PROBLEM REQUIREMENTS: Please output the data below exactly as given, starting at its first line and stopping after the line that contains "In order to click on Advantage".

===== MATERIAL PROVIDED =====

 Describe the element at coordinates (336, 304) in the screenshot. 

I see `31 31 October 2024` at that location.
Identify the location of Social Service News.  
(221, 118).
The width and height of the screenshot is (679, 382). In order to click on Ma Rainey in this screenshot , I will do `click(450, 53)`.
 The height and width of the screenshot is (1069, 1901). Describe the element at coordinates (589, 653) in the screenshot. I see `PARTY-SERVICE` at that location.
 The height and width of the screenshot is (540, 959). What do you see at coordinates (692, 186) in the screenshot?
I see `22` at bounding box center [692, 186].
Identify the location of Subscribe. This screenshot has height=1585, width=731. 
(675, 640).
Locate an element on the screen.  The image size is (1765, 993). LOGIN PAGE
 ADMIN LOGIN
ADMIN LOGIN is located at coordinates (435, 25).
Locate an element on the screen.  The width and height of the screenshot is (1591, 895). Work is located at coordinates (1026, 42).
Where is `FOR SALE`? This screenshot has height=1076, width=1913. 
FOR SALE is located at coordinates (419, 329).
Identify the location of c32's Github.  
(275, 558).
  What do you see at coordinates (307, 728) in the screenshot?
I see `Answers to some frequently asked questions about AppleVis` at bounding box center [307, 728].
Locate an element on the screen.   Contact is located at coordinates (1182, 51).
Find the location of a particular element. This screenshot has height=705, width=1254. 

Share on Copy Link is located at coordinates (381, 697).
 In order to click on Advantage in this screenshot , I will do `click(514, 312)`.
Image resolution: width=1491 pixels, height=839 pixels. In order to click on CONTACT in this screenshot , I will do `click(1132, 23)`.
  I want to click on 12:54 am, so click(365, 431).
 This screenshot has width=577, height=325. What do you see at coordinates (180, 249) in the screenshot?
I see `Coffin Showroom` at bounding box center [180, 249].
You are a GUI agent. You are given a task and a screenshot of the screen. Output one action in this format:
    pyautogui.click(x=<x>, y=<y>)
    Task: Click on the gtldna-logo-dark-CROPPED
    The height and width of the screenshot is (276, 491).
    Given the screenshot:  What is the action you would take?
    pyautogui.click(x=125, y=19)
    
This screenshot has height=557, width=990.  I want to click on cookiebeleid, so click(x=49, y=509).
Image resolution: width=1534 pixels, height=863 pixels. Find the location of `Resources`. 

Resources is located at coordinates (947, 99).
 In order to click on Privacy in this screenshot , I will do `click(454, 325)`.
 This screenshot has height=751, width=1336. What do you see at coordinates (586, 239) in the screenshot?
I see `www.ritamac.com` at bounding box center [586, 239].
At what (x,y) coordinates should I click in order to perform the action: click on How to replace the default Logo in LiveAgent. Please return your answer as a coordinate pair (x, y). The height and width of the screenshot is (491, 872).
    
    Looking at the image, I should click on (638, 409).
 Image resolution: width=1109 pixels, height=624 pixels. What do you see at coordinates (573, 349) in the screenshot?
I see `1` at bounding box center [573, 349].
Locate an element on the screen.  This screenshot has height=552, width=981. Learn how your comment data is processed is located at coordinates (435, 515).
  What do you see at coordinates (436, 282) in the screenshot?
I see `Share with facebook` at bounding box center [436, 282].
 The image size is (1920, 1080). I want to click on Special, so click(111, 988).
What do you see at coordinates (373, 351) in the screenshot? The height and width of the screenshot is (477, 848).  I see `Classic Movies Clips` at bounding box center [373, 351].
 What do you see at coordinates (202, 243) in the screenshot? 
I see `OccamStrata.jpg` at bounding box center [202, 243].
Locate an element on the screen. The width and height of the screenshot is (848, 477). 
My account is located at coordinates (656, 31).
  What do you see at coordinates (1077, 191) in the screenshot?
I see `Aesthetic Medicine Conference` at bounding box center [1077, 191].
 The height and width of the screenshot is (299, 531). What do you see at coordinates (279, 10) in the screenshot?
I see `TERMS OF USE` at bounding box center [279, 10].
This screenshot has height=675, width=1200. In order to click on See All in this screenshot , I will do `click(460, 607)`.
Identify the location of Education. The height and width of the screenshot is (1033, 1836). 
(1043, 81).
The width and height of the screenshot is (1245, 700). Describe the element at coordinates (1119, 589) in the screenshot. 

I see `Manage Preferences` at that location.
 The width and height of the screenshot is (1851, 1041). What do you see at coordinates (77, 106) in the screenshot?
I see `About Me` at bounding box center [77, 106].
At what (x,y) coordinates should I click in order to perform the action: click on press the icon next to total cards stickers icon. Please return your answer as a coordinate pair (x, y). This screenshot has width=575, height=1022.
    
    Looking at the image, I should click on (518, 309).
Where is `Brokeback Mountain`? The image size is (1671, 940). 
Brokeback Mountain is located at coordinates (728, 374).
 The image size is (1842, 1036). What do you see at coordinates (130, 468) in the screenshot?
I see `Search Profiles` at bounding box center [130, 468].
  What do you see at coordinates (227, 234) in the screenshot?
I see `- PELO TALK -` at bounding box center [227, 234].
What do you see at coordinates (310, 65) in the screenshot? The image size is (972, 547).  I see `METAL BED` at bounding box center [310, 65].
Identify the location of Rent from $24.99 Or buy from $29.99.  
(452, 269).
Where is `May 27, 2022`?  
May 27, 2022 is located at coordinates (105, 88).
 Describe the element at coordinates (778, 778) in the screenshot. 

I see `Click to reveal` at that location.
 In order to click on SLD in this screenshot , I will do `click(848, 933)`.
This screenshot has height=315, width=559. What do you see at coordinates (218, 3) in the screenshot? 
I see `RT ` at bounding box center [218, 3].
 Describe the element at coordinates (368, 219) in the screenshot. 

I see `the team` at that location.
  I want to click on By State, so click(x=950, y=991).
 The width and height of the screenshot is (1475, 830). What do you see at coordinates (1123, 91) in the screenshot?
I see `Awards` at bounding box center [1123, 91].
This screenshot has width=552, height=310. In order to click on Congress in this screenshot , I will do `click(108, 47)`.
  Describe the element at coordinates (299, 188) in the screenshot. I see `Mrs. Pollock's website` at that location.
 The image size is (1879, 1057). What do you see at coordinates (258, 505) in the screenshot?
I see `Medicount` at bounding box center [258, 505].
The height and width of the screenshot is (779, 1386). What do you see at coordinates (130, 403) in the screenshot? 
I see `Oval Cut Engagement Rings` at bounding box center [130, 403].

=====

PROBLEM SOLUTION:
 Describe the element at coordinates (336, 304) in the screenshot. 

I see `31 31 October 2024` at that location.
Identify the location of Social Service News.  
(221, 118).
The width and height of the screenshot is (679, 382). In order to click on Ma Rainey in this screenshot , I will do `click(450, 53)`.
 The height and width of the screenshot is (1069, 1901). Describe the element at coordinates (589, 653) in the screenshot. I see `PARTY-SERVICE` at that location.
 The height and width of the screenshot is (540, 959). What do you see at coordinates (692, 186) in the screenshot?
I see `22` at bounding box center [692, 186].
Identify the location of Subscribe. This screenshot has height=1585, width=731. 
(675, 640).
Locate an element on the screen.  The image size is (1765, 993). LOGIN PAGE
 ADMIN LOGIN
ADMIN LOGIN is located at coordinates (435, 25).
Locate an element on the screen.  The width and height of the screenshot is (1591, 895). Work is located at coordinates (1026, 42).
Where is `FOR SALE`? This screenshot has height=1076, width=1913. 
FOR SALE is located at coordinates (419, 329).
Identify the location of c32's Github.  
(275, 558).
  What do you see at coordinates (307, 728) in the screenshot?
I see `Answers to some frequently asked questions about AppleVis` at bounding box center [307, 728].
Locate an element on the screen.   Contact is located at coordinates (1182, 51).
Find the location of a particular element. This screenshot has height=705, width=1254. 

Share on Copy Link is located at coordinates (381, 697).
 In order to click on Advantage in this screenshot , I will do `click(514, 312)`.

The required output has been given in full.